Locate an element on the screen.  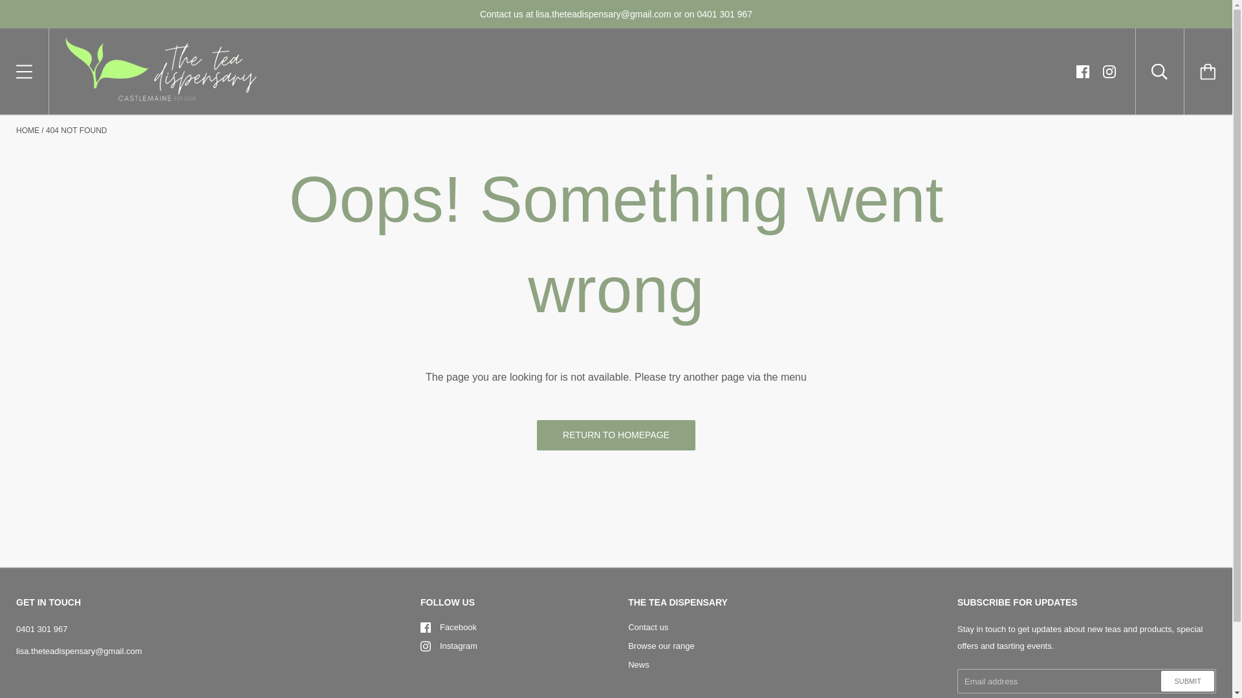
Instagram is located at coordinates (426, 647).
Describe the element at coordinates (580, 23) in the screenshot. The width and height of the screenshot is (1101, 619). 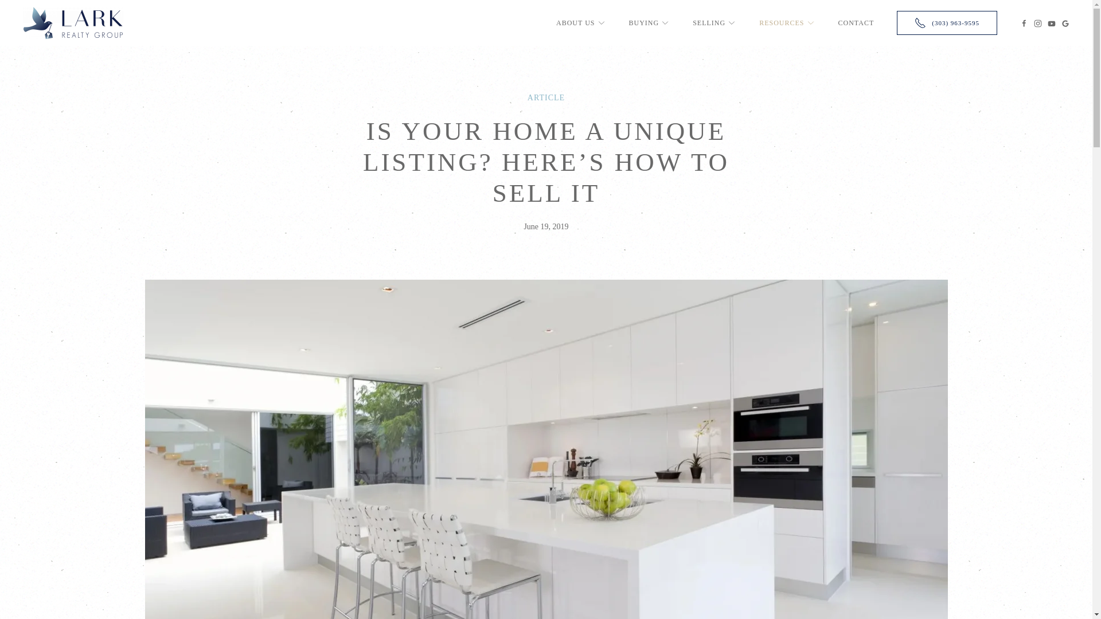
I see `ABOUT US` at that location.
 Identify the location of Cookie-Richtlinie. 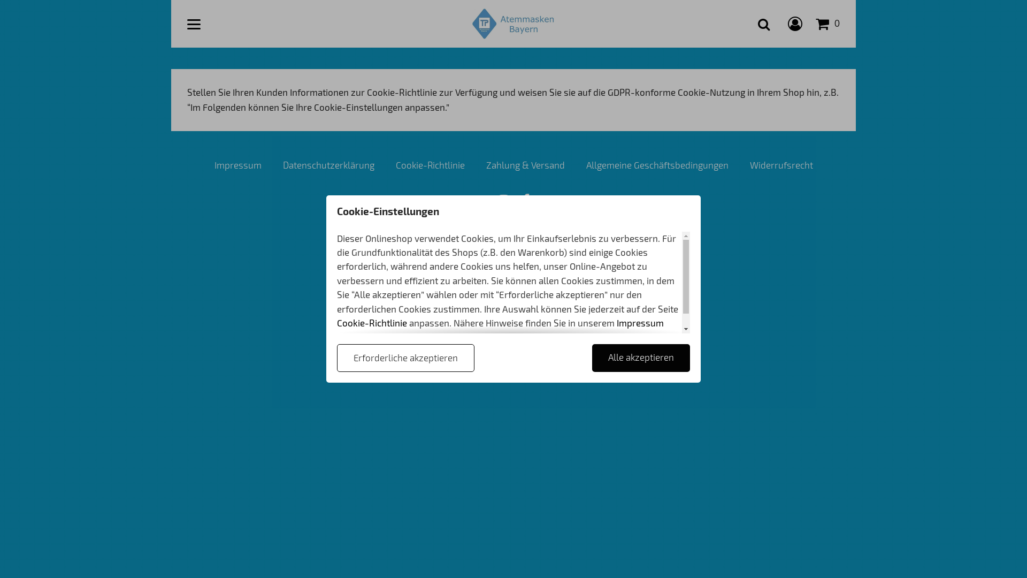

• Task prompt:
Find the line that contains "Describe the element", then write out that line and each one after it, exactly and with nothing else, through the end of the entries above, without the pictures.

• Result below:
Describe the element at coordinates (580, 23) in the screenshot. The width and height of the screenshot is (1101, 619). 
I see `ABOUT US` at that location.
 Identify the location of Cookie-Richtlinie. 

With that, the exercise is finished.